Masters Theses

Author

Irawan Malik

Date of Award

12-1995

Degree Type

Thesis

Degree Name

Master of Science

Major

Mechanical Engineering

Major Professor

Grzegorz Kawiecki

Committee Members

Jay Frankel, Rajiv Dubey

Abstract

The purpose of this thesis is to compare the performance of two finite element formulations when applied to nonlinear dynamic system analysis. One of these formulations is a new approach to the finite element method based on Hamilton's law of varying action. That approach will be called a bilinear approach or method in this thesis. Its performance will be compared against that of a widely used in nonlinear systems dynamics variational approach to the finite element method.
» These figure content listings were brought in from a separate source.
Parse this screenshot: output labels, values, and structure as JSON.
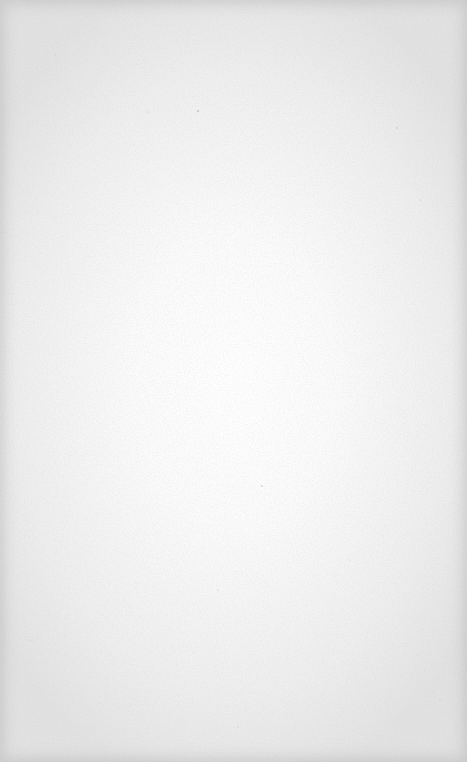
{
  "page": {
    "type": "blank-paper",
    "colors": {
      "center": "#ffffff",
      "edge": "#e2e2e2",
      "speckle": "#9a9a9a"
    }
  }
}
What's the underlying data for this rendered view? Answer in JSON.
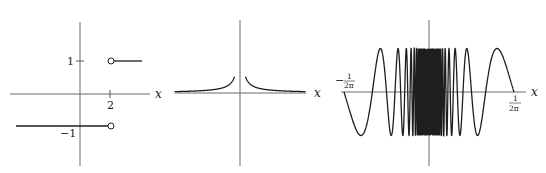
{
  "chart_data": [
    {
      "type": "line",
      "title": "",
      "description": "Piecewise step function: y = -1 for x < 2, y = 1 for x > 2, open circles at x = 2",
      "xlabel": "x",
      "ylabel": "",
      "x_ticks": [
        {
          "value": 2,
          "label": "2"
        }
      ],
      "y_ticks": [
        {
          "value": 1,
          "label": "1"
        },
        {
          "value": -1,
          "label": "−1"
        }
      ],
      "series": [
        {
          "name": "lower",
          "x": [
            -2.2,
            2
          ],
          "y": [
            -1,
            -1
          ],
          "end_marker": "open-circle"
        },
        {
          "name": "upper",
          "x": [
            2,
            3.1
          ],
          "y": [
            1,
            1
          ],
          "start_marker": "open-circle"
        }
      ],
      "grid": false
    },
    {
      "type": "line",
      "title": "",
      "description": "Curve with vertical asymptote at x = 0, y → ∞ as x → 0 (like 1/|x|), approaching 0 as |x| grows",
      "xlabel": "x",
      "ylabel": "",
      "x_ticks": [],
      "y_ticks": [],
      "series": [
        {
          "name": "f",
          "formula": "1/|x|",
          "x_range": [
            -6,
            6
          ]
        }
      ],
      "grid": false
    },
    {
      "type": "line",
      "title": "",
      "description": "y = sin(1/x) oscillating rapidly near x = 0 on [-1/(2π), 1/(2π)]",
      "xlabel": "x",
      "ylabel": "",
      "x_ticks": [
        {
          "value": -0.159155,
          "label_num": "1",
          "label_den": "2π",
          "sign": "−"
        },
        {
          "value": 0.159155,
          "label_num": "1",
          "label_den": "2π",
          "sign": ""
        }
      ],
      "y_ticks": [],
      "series": [
        {
          "name": "f",
          "formula": "sin(1/x)",
          "x_range": [
            -0.159155,
            0.159155
          ]
        }
      ],
      "ylim": [
        -1,
        1
      ],
      "grid": false
    }
  ],
  "labels": {
    "x": "x",
    "one": "1",
    "minus_one": "−1",
    "two": "2",
    "neg_sign": "−",
    "frac_num": "1",
    "frac_den": "2π"
  }
}
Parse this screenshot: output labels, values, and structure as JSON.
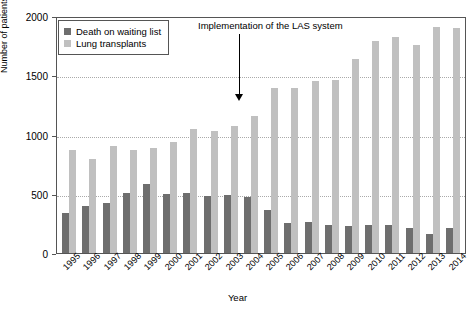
{
  "chart_data": {
    "type": "bar",
    "title": "",
    "xlabel": "Year",
    "ylabel": "Number of patients",
    "ylim": [
      0,
      2000
    ],
    "yticks": [
      0,
      500,
      1000,
      1500,
      2000
    ],
    "grid": true,
    "legend_position": "top-left",
    "categories": [
      "1995",
      "1996",
      "1997",
      "1998",
      "1999",
      "2000",
      "2001",
      "2002",
      "2003",
      "2004",
      "2005",
      "2006",
      "2007",
      "2008",
      "2009",
      "2010",
      "2011",
      "2012",
      "2013",
      "2014"
    ],
    "series": [
      {
        "name": "Death on waiting list",
        "color": "#6e6e6e",
        "values": [
          340,
          395,
          425,
          505,
          580,
          500,
          505,
          480,
          490,
          475,
          365,
          250,
          265,
          235,
          225,
          235,
          235,
          215,
          160,
          215
        ]
      },
      {
        "name": "Lung transplants",
        "color": "#c0c0c0",
        "values": [
          870,
          795,
          905,
          870,
          890,
          940,
          1050,
          1030,
          1075,
          1160,
          1390,
          1390,
          1455,
          1460,
          1640,
          1790,
          1820,
          1755,
          1910,
          1900
        ]
      }
    ],
    "annotations": [
      {
        "text": "Implementation of the LAS system",
        "points_to_category": "2005"
      }
    ]
  },
  "axes": {
    "y_label": "Number of patients",
    "x_label": "Year",
    "y_ticks": [
      "2000",
      "1500",
      "1000",
      "500",
      "0"
    ]
  },
  "legend": {
    "items": [
      {
        "label": "Death on waiting list",
        "swatch": "dark-gray"
      },
      {
        "label": "Lung transplants",
        "swatch": "light-gray"
      }
    ]
  },
  "annotation": {
    "text": "Implementation of the LAS system"
  }
}
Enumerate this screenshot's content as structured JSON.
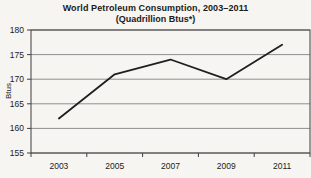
{
  "chart_data": {
    "type": "line",
    "title": "World Petroleum Consumption, 2003–2011",
    "subtitle": "(Quadrillion Btus*)",
    "ylabel": "Btus",
    "xlabel": "",
    "categories": [
      "2003",
      "2005",
      "2007",
      "2009",
      "2011"
    ],
    "series": [
      {
        "name": "World Petroleum Consumption",
        "values": [
          162,
          171,
          174,
          170,
          177
        ]
      }
    ],
    "ylim": [
      155,
      180
    ],
    "yticks": [
      155,
      160,
      165,
      170,
      175,
      180
    ],
    "grid": true,
    "legend": "none",
    "colors": {
      "line": "#1f1f1f",
      "gridline": "#8f8f8f",
      "axis_border": "#3f3f3f",
      "background": "#f6f5f2",
      "text": "#1b1b1b"
    }
  }
}
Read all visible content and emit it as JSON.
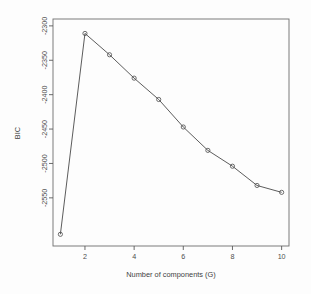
{
  "chart_data": {
    "type": "line",
    "title": "",
    "xlabel": "Number of components (G)",
    "ylabel": "BIC",
    "x": [
      1,
      2,
      3,
      4,
      5,
      6,
      7,
      8,
      9,
      10
    ],
    "values": [
      -2603,
      -2311,
      -2342,
      -2376,
      -2407,
      -2447,
      -2481,
      -2504,
      -2532,
      -2542
    ],
    "series": [
      {
        "name": "BIC",
        "values": [
          -2603,
          -2311,
          -2342,
          -2376,
          -2407,
          -2447,
          -2481,
          -2504,
          -2532,
          -2542
        ]
      }
    ],
    "xlim": [
      0.7,
      10.3
    ],
    "ylim": [
      -2620,
      -2290
    ],
    "xticks": [
      2,
      4,
      6,
      8,
      10
    ],
    "xtick_labels": [
      "2",
      "4",
      "6",
      "8",
      "10"
    ],
    "yticks": [
      -2300,
      -2350,
      -2400,
      -2450,
      -2500,
      -2550
    ],
    "ytick_labels": [
      "-2300",
      "-2350",
      "-2400",
      "-2450",
      "-2500",
      "-2550"
    ],
    "grid": false,
    "legend": "none",
    "marker": "circle",
    "line_color": "#4a4a4a",
    "marker_color": "#4a4a4a",
    "background_color": "#fdfdfd",
    "axis_color": "#5a5a5a"
  }
}
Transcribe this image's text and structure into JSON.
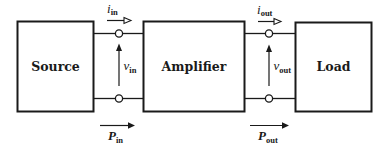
{
  "diagram": {
    "blocks": [
      {
        "id": "source",
        "label": "Source"
      },
      {
        "id": "amplifier",
        "label": "Amplifier"
      },
      {
        "id": "load",
        "label": "Load"
      }
    ],
    "input_port": {
      "current": {
        "symbol": "i",
        "subscript": "in"
      },
      "voltage": {
        "symbol": "v",
        "subscript": "in"
      },
      "power": {
        "symbol": "P",
        "subscript": "in"
      }
    },
    "output_port": {
      "current": {
        "symbol": "i",
        "subscript": "out"
      },
      "voltage": {
        "symbol": "v",
        "subscript": "out"
      },
      "power": {
        "symbol": "P",
        "subscript": "out"
      }
    },
    "colors": {
      "line": "#1a1a1a",
      "background": "#ffffff"
    }
  }
}
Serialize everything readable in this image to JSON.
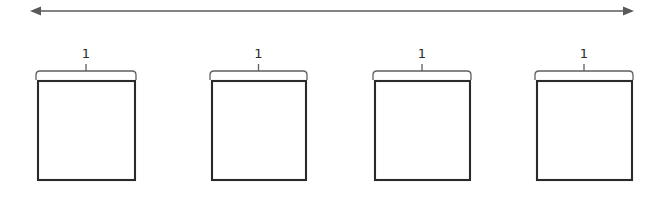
{
  "figure": {
    "type": "geometry-diagram",
    "background_color": "#ffffff",
    "width": 662,
    "height": 200,
    "span_arrow": {
      "name": "total-length-arrow",
      "orientation": "horizontal",
      "double_headed": true,
      "x_start": 30,
      "x_end": 634,
      "y": 11,
      "color": "#5a5a5a",
      "label": ""
    },
    "boxes": [
      {
        "id": "box-1",
        "label": "1",
        "x": 38,
        "y": 81,
        "width": 97,
        "height": 99,
        "fill": "#ffffff",
        "stroke": "#2a2a2a",
        "brace": {
          "x_start": 36,
          "x_end": 136,
          "y": 71,
          "label_y": 58,
          "color": "#5f5f5f"
        }
      },
      {
        "id": "box-2",
        "label": "1",
        "x": 212,
        "y": 81,
        "width": 94,
        "height": 99,
        "fill": "#ffffff",
        "stroke": "#2a2a2a",
        "brace": {
          "x_start": 210,
          "x_end": 307,
          "y": 71,
          "label_y": 58,
          "color": "#5f5f5f"
        }
      },
      {
        "id": "box-3",
        "label": "1",
        "x": 375,
        "y": 81,
        "width": 95,
        "height": 99,
        "fill": "#ffffff",
        "stroke": "#2a2a2a",
        "brace": {
          "x_start": 373,
          "x_end": 471,
          "y": 71,
          "label_y": 58,
          "color": "#5f5f5f"
        }
      },
      {
        "id": "box-4",
        "label": "1",
        "x": 537,
        "y": 81,
        "width": 95,
        "height": 99,
        "fill": "#ffffff",
        "stroke": "#2a2a2a",
        "brace": {
          "x_start": 535,
          "x_end": 633,
          "y": 71,
          "label_y": 58,
          "color": "#5f5f5f"
        }
      }
    ]
  }
}
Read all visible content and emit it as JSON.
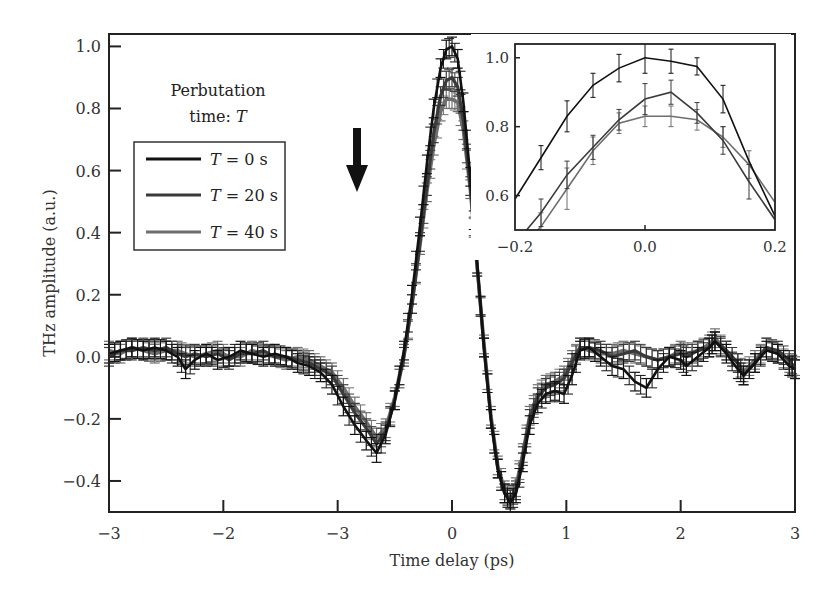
{
  "chart_data": {
    "type": "line",
    "title": "",
    "xlabel": "Time delay (ps)",
    "ylabel": "THz amplitude (a.u.)",
    "xlim": [
      -3,
      3
    ],
    "ylim": [
      -0.5,
      1.04
    ],
    "x_ticks": [
      -3,
      -2,
      -1,
      0,
      1,
      2,
      3
    ],
    "x_tick_labels": [
      "−3",
      "−2",
      "−3",
      "0",
      "1",
      "2",
      "3"
    ],
    "y_ticks": [
      1.0,
      0.8,
      0.6,
      0.4,
      0.2,
      0.0,
      -0.2,
      -0.4
    ],
    "y_tick_labels": [
      "1.0",
      "0.8",
      "0.6",
      "0.4",
      "0.2",
      "0.0",
      "−0.2",
      "−0.4"
    ],
    "grid": false,
    "annotation": {
      "line1": "Perbutation",
      "line2_prefix": "time: ",
      "line2_var": "T",
      "arrow": "down-arrow"
    },
    "legend": {
      "placement": "top-left",
      "entries": [
        {
          "var": "T",
          "text": " = 0 s"
        },
        {
          "var": "T",
          "text": " = 20 s"
        },
        {
          "var": "T",
          "text": " = 40 s"
        }
      ]
    },
    "x": [
      -3.0,
      -2.9,
      -2.8,
      -2.7,
      -2.6,
      -2.5,
      -2.4,
      -2.33,
      -2.25,
      -2.15,
      -2.05,
      -1.95,
      -1.85,
      -1.75,
      -1.65,
      -1.55,
      -1.45,
      -1.35,
      -1.25,
      -1.15,
      -1.05,
      -0.95,
      -0.85,
      -0.75,
      -0.66,
      -0.58,
      -0.5,
      -0.42,
      -0.35,
      -0.28,
      -0.22,
      -0.16,
      -0.1,
      -0.05,
      0.0,
      0.05,
      0.1,
      0.16,
      0.22,
      0.28,
      0.34,
      0.4,
      0.46,
      0.51,
      0.56,
      0.62,
      0.68,
      0.75,
      0.82,
      0.9,
      0.98,
      1.05,
      1.12,
      1.2,
      1.3,
      1.4,
      1.5,
      1.6,
      1.7,
      1.8,
      1.9,
      2.0,
      2.05,
      2.15,
      2.25,
      2.3,
      2.4,
      2.5,
      2.55,
      2.65,
      2.75,
      2.85,
      2.95,
      3.0
    ],
    "series": [
      {
        "name": "T = 0 s",
        "color": "#111111",
        "error": 0.03,
        "values": [
          0.01,
          0.02,
          0.03,
          0.02,
          0.03,
          0.02,
          0.0,
          -0.04,
          -0.01,
          0.01,
          -0.01,
          0.0,
          0.02,
          0.01,
          0.0,
          0.01,
          0.0,
          -0.02,
          -0.03,
          -0.05,
          -0.09,
          -0.16,
          -0.22,
          -0.27,
          -0.31,
          -0.25,
          -0.14,
          0.02,
          0.2,
          0.42,
          0.62,
          0.8,
          0.93,
          0.99,
          1.0,
          0.96,
          0.82,
          0.58,
          0.3,
          0.03,
          -0.2,
          -0.36,
          -0.44,
          -0.47,
          -0.44,
          -0.34,
          -0.22,
          -0.15,
          -0.12,
          -0.11,
          -0.12,
          -0.06,
          0.02,
          0.03,
          0.0,
          -0.03,
          -0.04,
          -0.08,
          -0.1,
          -0.04,
          0.0,
          -0.01,
          -0.03,
          0.0,
          0.03,
          0.05,
          0.01,
          -0.04,
          -0.06,
          -0.02,
          0.02,
          0.01,
          -0.03,
          -0.04
        ]
      },
      {
        "name": "T = 20 s",
        "color": "#3a3a3a",
        "error": 0.03,
        "values": [
          0.0,
          0.02,
          0.02,
          0.03,
          0.02,
          0.03,
          0.01,
          0.0,
          0.01,
          0.0,
          0.01,
          -0.01,
          0.01,
          0.01,
          0.02,
          0.0,
          0.0,
          -0.01,
          -0.02,
          -0.04,
          -0.06,
          -0.12,
          -0.18,
          -0.23,
          -0.28,
          -0.24,
          -0.14,
          0.0,
          0.17,
          0.37,
          0.55,
          0.72,
          0.84,
          0.89,
          0.9,
          0.87,
          0.76,
          0.55,
          0.29,
          0.03,
          -0.2,
          -0.36,
          -0.44,
          -0.46,
          -0.43,
          -0.32,
          -0.2,
          -0.13,
          -0.1,
          -0.09,
          -0.07,
          -0.02,
          0.03,
          0.03,
          0.02,
          0.0,
          0.01,
          0.02,
          0.0,
          -0.01,
          0.0,
          0.01,
          0.0,
          0.02,
          0.03,
          0.05,
          0.02,
          -0.02,
          -0.06,
          -0.02,
          0.03,
          0.02,
          -0.01,
          -0.04
        ]
      },
      {
        "name": "T = 40 s",
        "color": "#6e6e6e",
        "error": 0.03,
        "values": [
          0.02,
          0.01,
          0.03,
          0.02,
          0.01,
          0.02,
          0.02,
          0.01,
          0.0,
          0.01,
          0.02,
          0.0,
          0.0,
          0.02,
          0.01,
          0.0,
          -0.01,
          0.0,
          -0.01,
          -0.03,
          -0.05,
          -0.1,
          -0.16,
          -0.21,
          -0.26,
          -0.23,
          -0.13,
          0.01,
          0.17,
          0.36,
          0.53,
          0.68,
          0.79,
          0.83,
          0.83,
          0.82,
          0.73,
          0.54,
          0.29,
          0.04,
          -0.19,
          -0.35,
          -0.43,
          -0.46,
          -0.42,
          -0.31,
          -0.19,
          -0.12,
          -0.09,
          -0.08,
          -0.06,
          -0.01,
          0.03,
          0.02,
          0.01,
          0.01,
          0.02,
          0.01,
          0.0,
          -0.01,
          0.0,
          0.02,
          0.01,
          0.02,
          0.04,
          0.06,
          0.02,
          -0.02,
          -0.05,
          -0.01,
          0.03,
          0.01,
          -0.02,
          -0.03
        ]
      }
    ],
    "inset": {
      "type": "line",
      "xlim": [
        -0.2,
        0.2
      ],
      "ylim": [
        0.5,
        1.04
      ],
      "x_ticks": [
        -0.2,
        0.0,
        0.2
      ],
      "x_tick_labels": [
        "−0.2",
        "0.0",
        "0.2"
      ],
      "y_ticks": [
        1.0,
        0.8,
        0.6
      ],
      "y_tick_labels": [
        "1.0",
        "0.8",
        "0.6"
      ],
      "x": [
        -0.2,
        -0.16,
        -0.12,
        -0.08,
        -0.04,
        0.0,
        0.04,
        0.08,
        0.12,
        0.16,
        0.2
      ],
      "series": [
        {
          "name": "T = 0 s",
          "color": "#111111",
          "values": [
            0.59,
            0.71,
            0.83,
            0.92,
            0.97,
            1.0,
            0.99,
            0.975,
            0.88,
            0.7,
            0.54
          ],
          "errors": [
            0.0,
            0.035,
            0.045,
            0.035,
            0.04,
            0.045,
            0.035,
            0.025,
            0.04,
            0.0,
            0.0
          ]
        },
        {
          "name": "T = 20 s",
          "color": "#3a3a3a",
          "values": [
            0.46,
            0.55,
            0.66,
            0.74,
            0.82,
            0.88,
            0.9,
            0.84,
            0.76,
            0.64,
            0.53
          ],
          "errors": [
            0.0,
            0.04,
            0.04,
            0.035,
            0.03,
            0.045,
            0.035,
            0.03,
            0.04,
            0.05,
            0.0
          ]
        },
        {
          "name": "T = 40 s",
          "color": "#6e6e6e",
          "values": [
            0.43,
            0.51,
            0.62,
            0.73,
            0.81,
            0.83,
            0.83,
            0.82,
            0.77,
            0.69,
            0.58
          ],
          "errors": [
            0.0,
            0.04,
            0.06,
            0.04,
            0.03,
            0.03,
            0.03,
            0.03,
            0.03,
            0.04,
            0.0
          ]
        }
      ]
    }
  }
}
This study evaluates the convergence characteristics and speed (CPU time) for these two approaches in application to such single and two-degree-of-freedom dynamical systems as mass-damper-spring systems and a helicopter blade modeled as a rigid body with flap and lead-lag degrees of freedom. It is shown that the bilinear approach is slower than the variational approach in terms of CPU time. On the other hand, the bilinear approach produces steady-state solutions more often than the variational approach, particularly for systems with strong nonlinearities. Also, the program based on the bilinear approach is easier to use because the only change necessary to analyze different dynamical systems is a modification of subroutines computing inertia, damping, stiffness and forcing function arrays. This is not the case for the computer implementation of the variational method. That approach requires defining separate linear and nonlinear mass, damping and stiffness matrices. That may be very difficult for complex dynamical systems.